Foley told him that this modem (a Telenet T2500 which ran at 19.2 kilobaud, and which had just gone out Izenberg's door in Secret Service custody) was likely hot property. Izenberg was taken aback to hear this; but then again, most of Izenberg's equipment, like that of most freelance professionals in the industry, was discounted, passed hand-to-hand through various kinds of barter and gray-market. There was no proof that the modem was stolen, and even if it was, Izenberg hardly saw how that gave them the right to take every electronic item in his house.

Still, if the United States Secret Service figured they needed his computer for national security reasons--or whatever-- then Izenberg would not kick. He figured he would somehow make the sacrifice of his twenty thousand dollars' worth of professional equipment, in the spirit of full cooperation and good citizenship.

Robert Izenberg was not arrested. Izenberg was not charged with any crime. His UUCP node--full of some 140 megabytes of the files, mail, and data of himself and his dozen or so entirely innocent users--went out the door as "evidence." Along with the disks and tapes, Izenberg had lost about 800 megabytes of data.

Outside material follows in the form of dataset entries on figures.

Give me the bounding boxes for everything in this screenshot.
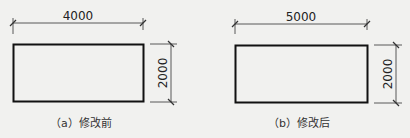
caption-a: （a）修改前 <box>50 114 112 130</box>
figure-b <box>232 19 402 106</box>
rectangle-after <box>236 46 368 103</box>
height-label-b: 2000 <box>381 59 395 90</box>
caption-b: （b）修改后 <box>268 114 330 130</box>
height-label-a: 2000 <box>156 58 170 89</box>
rectangle-before <box>14 45 144 102</box>
width-label-a: 4000 <box>63 9 94 23</box>
figure-a <box>10 18 177 105</box>
width-label-b: 5000 <box>286 10 317 24</box>
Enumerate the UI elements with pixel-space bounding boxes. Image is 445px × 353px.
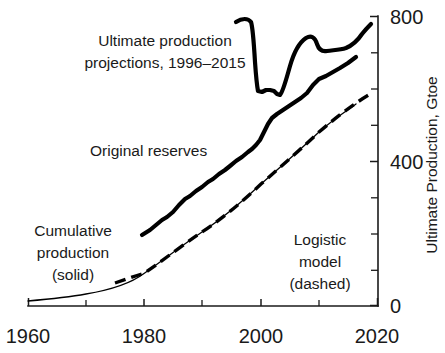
annot-cumulative-line-1: Cumulative: [34, 222, 112, 239]
y-tick-label-400: 400: [390, 151, 423, 173]
annotation-original-reserves: Original reserves: [90, 142, 207, 159]
y-axis-title: Ultimate Production, Gtoe: [423, 76, 440, 253]
x-axis-ticks: [29, 298, 378, 306]
x-tick-label-1960: 1960: [6, 325, 51, 347]
annotation-cumulative-production: Cumulative production (solid): [34, 222, 112, 283]
x-axis-tick-labels: 1960 1980 2000 2020: [6, 325, 400, 347]
x-tick-label-2000: 2000: [239, 325, 284, 347]
chart-canvas: 1960 1980 2000 2020 800 400 0 Ultimate P…: [0, 0, 445, 353]
series-ultimate-production-projections: [236, 19, 371, 95]
y-tick-label-800: 800: [390, 6, 423, 28]
y-axis-ticks: [370, 17, 378, 306]
annot-cumulative-line-2: production: [37, 244, 109, 261]
annot-original-reserves: Original reserves: [90, 142, 207, 159]
x-tick-label-1980: 1980: [122, 325, 167, 347]
annotation-logistic-model: Logistic model (dashed): [289, 231, 350, 292]
y-axis-tick-labels: 800 400 0: [390, 6, 423, 317]
chart-figure: 1960 1980 2000 2020 800 400 0 Ultimate P…: [0, 0, 445, 353]
annot-logistic-line-3: (dashed): [289, 275, 350, 292]
x-tick-label-2020: 2020: [355, 325, 400, 347]
annot-logistic-line-2: model: [299, 253, 341, 270]
annot-logistic-line-1: Logistic: [294, 231, 347, 248]
annot-projections-line-1: Ultimate production: [98, 32, 232, 49]
annotation-ultimate-production-projections: Ultimate production projections, 1996–20…: [84, 32, 245, 71]
annot-projections-line-2: projections, 1996–2015: [84, 54, 245, 71]
annot-cumulative-line-3: (solid): [52, 266, 94, 283]
y-tick-label-0: 0: [390, 295, 401, 317]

Six months would pass before Izenberg decided to phone the Secret Service and ask how the case was going. That was the first time that Robert Izenberg would ever hear the name of William Cook. As of January 1992, a full two years after the seizure, Izenberg, still not charged with any crime, would be struggling through the morass of the courts, in hope of recovering his thousands of dollars' worth of seized equipment.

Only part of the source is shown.